C - of King Power Duty Free

Narita’s got free internet

Narita Aiport

Something so special you don't want to share. Except that there are terminals to spare. Yahoo-sponsored free internet, no time limits, no flashing ads and nice Toshiba laptops. The mouses are sponsored by VW.

But it's japan and so things are scaled tiny and, of course, the keyboard's not in english. Hit a key (not sure which) and keyboard launches anticipatory kanji. Shut down that window, opえn (see) another and back in business. Small pri背ce to pay.

No matter how delayed my flights have been - mornings, 3 hour stretches - still finding myself contented. I stroll the perfumes and study fellow passengers. The enjoyment is the entrapment, the zen is the severity of the limits - spatial, temporal - imposed.

Inspection of Asian packaging takes time, and to consider the candies. I have time to weigh Japan's packaging vis a vis Thailand's: the box of 12 things shaped like birds, the exclamation points.

Should just read my book but afraid to fall asleep at this point.


C - awake in Narita

Thursday, March 3, 2005

Trekked, safe

Kathamandu, Thamel (backpacker ghetto but better stuff and no hair braiders)

I've trekked amazing scenery north of here - in the lower Mustang region that stretches up into Tibet. Have a farmer's tan by wind/sun and high altidude. Feet sore but pleased to be out of crappy boots, a little fitter and 700 photos documenting what I'd recommend with enthusiasm. I'd flatten anyone with enthusiasm.

It's a wonder of the world, scenery of dreams, medieval cobbled towns times, mule caravans with Tibetan saddles and bells round each, the world's widest river valley and not a soul in it. The less good but particular to my solo status: dal and rice beneath a single bulb - having admitted I had "no friends", the sun's sinking behind the peak at 6:30 and not a blessed thing to do for the rest of the cold evenings, damp chilled blanket and fear that flight out of the mountains from Jomson would be delayed by winds.
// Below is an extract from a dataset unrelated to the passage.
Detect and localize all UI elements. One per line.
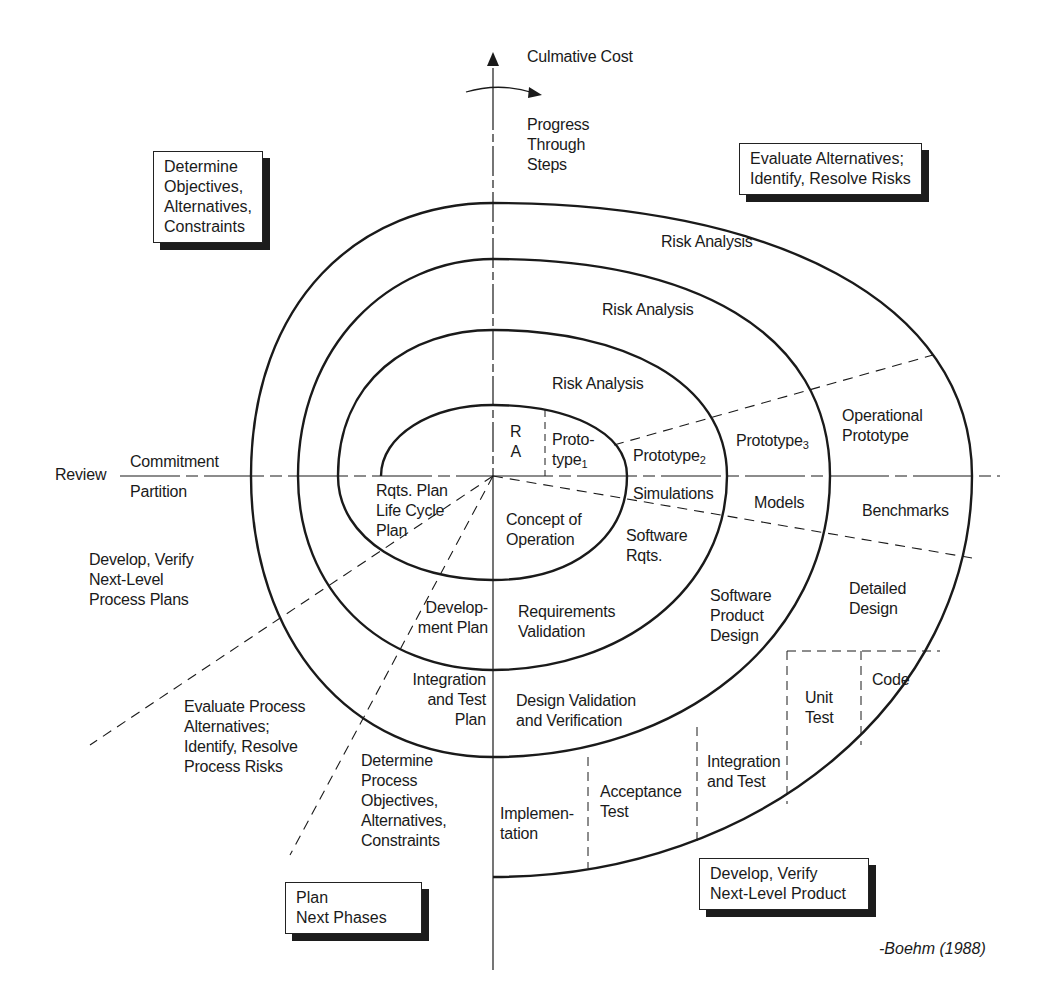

But no - safe, on schedule, back in Kathmandu, shopping completed, dinner with Nina tonight at Dwarika, then flight to Bangkok tomorrow am.

Pictures will be integrated once home.

C

Timeless crossing



"They are homeless
and therefore
they can make their homes anywhere."
Tagore, "Letter for Java"

Bouddha Nath

Kathmandu, Thamel

Nina and I up early to join devout walkers, Chinese garment vendors, and the yak butter sellers at the Boudhanath. Did a few rounds (tried not to bother the faithful with my camera but may have bothered a few), then a pot of masala chai high above in Heaven's View (gate? cafe?) - almost eyes to single eye. Flocks of pigeons laying claim to the stupa in the morning, big/small/old/teenage monks in throngs, in pairs, in deep thought or gossiping (monastery gossip?), very wonderful Tibetan ladies (love how they dress - try also not to bother them too much with the camera), and a man circling in a thick apron, prostrating every few steps. Kathmandu's enthralling at any hour. When we visited the stupha last night it felt like a of sacred Times Square, this morning? - maybe Grand Central with everyone revolving - both mind and body - around the central form.

Maybe.

Late yesterday afternoon fit in the Pashupatinath Temple, a scared Hindu shrine that houses a very very sacred lingam. Shrine itself, with cremation ghats along the river (dirty trickle) at its base, fascinating. But even better, coming up on an enormous sadhu festival in three days so the more enterprising of the ash-smeared, off-their-heads holy men had already set up camps. Hunkered around camp fires passing smokes, challenging stares and the adored focus of not a few westerners who squatted in their midst.

Will miss Asia very much. Hope it won't be long till I'm back. Perhaps with company even...

Love, travels, sadhus, sitars and oms.